Meta just released Llama 3. It's open source. It's genuinely competitive with Claude 3 and GPT-4 on most tasks. And if you work with firms that have data privacy requirements, compliance obligations, or just a philosophical preference for not feeding proprietary data to SaaS vendors, this changes everything.

I've been running Llama 3 through the same workflows I've been testing Claude and GPT-4 on. For professional services, the performance difference is smaller than I expected. The architecture difference is bigger than you need to understand. The strategic implication is massive.

What Llama 3 Actually Is

Meta's Llama has been open source for a while, but Llama 2 was good but not great—useful for research, not for production. Llama 3 changes that. Two sizes: 8B and 70B parameters. The 70B version is competitive with Claude 3 Sonnet on most benchmarks.

More importantly: you can run it yourself. On your infrastructure. Without API calls to a third party. Without your data leaving your network.

That matters if you're:

For those firms, Llama 3 isn't an alternative to GPT-4 or Claude. It's the option that was previously impossible.

The Technical Reality Check

Running Llama 3 yourself requires infrastructure. The 70B version needs a GPU with at least 80GB of memory. That's not off-the-shelf. It's either a serious on-premise investment (a few hundred thousand dollars for hardware and the team to maintain it) or a managed cloud service that costs approximately the same per-token as Claude 3 or GPT-4, except you're paying for compute instead of API calls.

The smaller 8B version runs on more modest hardware, but the quality drops noticeably for complex reasoning tasks.

So when I say "you can run it yourself," I mean: technically true. Practically, most firms will use a managed service to run Llama 3, which brings us back to API calls, just with a different vendor.

The difference: you can switch vendors at any time. You're not locked in to Meta or Anyscale or Together AI. Llama 3 runs anywhere. Proprietary models do not.

Where Llama 3 Wins

Vendor independence: Build on Llama 3, and you're not dependent on any single company's business strategy. If you get unhappy with pricing or service, you move to a different Llama provider.

Compliance: For firms with strict data handling requirements, "the model runs on our infrastructure" is often worth more than the marginal difference in quality.

Cost, at scale: If you're processing millions of tokens per month, the economics of running Llama 3 on your own infrastructure can beat API pricing. Not for small firms. For larger ones, maybe.

Where Llama 3 Has Gaps

Quality on complex reasoning: Claude 3 Opus is still noticeably better on complex legal analysis, multi-step reasoning, and edge cases. Llama 3 is good. It's not better.

Specialization: GPT-4 has had more time in production, more fine-tuning, more optimization for specific tasks. Llama 3 is catching up fast, but it's not there yet.

Ecosystem: More libraries, integrations, and support around GPT-4 and Claude. Llama is growing that ecosystem, but it's behind.

The Strategy Question

For most professional services firms, this is straightforward: use Claude 3 Sonnet or GPT-4 for your production workflows. They work. They're cost-effective. They're reliable.

But if you're a firm where:

...then run a parallel pilot on Llama 3. Test it on the same workflows you're using Claude for. Measure quality and cost. Decide if the trade-offs make sense for your firm.

The Honest Take

Open source AI is maturing fast. In 18 months, open source might be as good as proprietary. In three years, it might be better. The betting strategy is: use proprietary models now because they're best, but don't bet the farm on them. Have a Plan B that uses open source. Llama 3 is a credible Plan B.

For firms that need on-premise AI or have strict vendor independence requirements, Llama 3 is not a Plan B. It's your primary option now. And it's good enough.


- Task statement -
Within the records, which lines hold the string "pear"? Report each one by copying it.

#### Provided data ####

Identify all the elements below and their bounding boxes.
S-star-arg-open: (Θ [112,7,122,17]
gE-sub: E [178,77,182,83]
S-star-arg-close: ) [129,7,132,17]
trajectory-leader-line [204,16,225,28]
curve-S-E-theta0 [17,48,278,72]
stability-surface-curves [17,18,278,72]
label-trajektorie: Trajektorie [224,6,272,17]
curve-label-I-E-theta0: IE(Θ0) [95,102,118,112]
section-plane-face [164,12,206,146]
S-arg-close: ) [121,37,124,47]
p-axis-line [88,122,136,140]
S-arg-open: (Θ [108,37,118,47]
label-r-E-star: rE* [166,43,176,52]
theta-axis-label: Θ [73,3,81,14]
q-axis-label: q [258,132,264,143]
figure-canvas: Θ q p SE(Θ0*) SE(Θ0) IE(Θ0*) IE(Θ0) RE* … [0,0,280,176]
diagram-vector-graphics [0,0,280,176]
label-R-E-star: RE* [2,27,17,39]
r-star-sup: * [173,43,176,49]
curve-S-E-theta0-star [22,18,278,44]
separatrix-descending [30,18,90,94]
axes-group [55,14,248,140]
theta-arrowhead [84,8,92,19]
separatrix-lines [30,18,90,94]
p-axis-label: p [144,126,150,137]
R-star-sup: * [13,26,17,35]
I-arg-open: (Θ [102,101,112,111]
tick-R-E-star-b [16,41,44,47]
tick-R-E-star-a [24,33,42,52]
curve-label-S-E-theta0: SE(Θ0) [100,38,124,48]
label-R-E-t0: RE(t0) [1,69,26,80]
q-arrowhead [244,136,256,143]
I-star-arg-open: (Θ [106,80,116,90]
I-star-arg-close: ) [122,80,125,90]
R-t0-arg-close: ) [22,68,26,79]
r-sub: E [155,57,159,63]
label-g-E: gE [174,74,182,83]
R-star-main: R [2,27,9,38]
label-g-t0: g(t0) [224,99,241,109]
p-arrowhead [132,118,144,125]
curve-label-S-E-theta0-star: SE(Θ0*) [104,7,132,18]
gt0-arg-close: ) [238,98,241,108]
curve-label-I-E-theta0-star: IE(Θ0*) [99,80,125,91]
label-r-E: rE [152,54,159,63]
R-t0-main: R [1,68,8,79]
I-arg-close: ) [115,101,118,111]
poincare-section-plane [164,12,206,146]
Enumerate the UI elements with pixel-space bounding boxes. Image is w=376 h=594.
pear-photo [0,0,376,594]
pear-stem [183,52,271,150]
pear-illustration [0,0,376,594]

####
#### Provided data ####

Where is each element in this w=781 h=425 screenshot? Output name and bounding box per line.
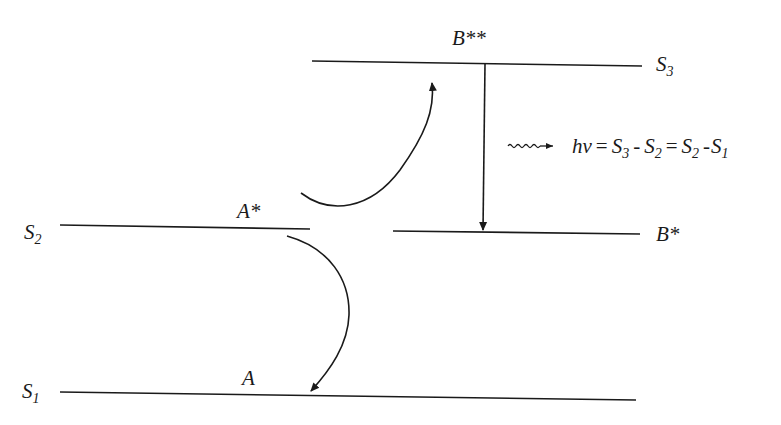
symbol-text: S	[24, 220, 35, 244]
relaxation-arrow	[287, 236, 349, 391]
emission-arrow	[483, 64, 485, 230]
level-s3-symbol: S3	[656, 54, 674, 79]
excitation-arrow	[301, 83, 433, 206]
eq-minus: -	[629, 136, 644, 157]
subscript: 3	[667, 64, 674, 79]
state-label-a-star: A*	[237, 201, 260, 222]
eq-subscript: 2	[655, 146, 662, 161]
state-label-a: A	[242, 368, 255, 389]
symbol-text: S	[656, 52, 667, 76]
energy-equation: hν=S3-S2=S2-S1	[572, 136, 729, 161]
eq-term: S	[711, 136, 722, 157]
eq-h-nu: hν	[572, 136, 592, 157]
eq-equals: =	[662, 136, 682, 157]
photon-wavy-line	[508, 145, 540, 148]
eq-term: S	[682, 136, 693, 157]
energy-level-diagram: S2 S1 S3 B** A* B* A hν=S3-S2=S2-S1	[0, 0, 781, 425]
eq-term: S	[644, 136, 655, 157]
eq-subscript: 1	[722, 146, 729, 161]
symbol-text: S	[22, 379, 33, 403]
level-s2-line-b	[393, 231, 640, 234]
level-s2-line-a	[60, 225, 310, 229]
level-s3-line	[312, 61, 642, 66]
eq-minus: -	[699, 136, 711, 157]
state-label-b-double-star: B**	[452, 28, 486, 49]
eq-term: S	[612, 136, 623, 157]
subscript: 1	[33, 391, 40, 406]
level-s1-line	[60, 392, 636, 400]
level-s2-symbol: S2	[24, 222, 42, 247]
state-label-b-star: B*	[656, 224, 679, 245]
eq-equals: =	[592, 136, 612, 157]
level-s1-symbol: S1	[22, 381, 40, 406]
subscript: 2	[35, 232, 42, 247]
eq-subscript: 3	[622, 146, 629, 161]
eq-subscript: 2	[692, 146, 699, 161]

####

- Your solution -
pear-photo [0,0,376,594]
pear-stem [183,52,271,150]
pear-illustration [0,0,376,594]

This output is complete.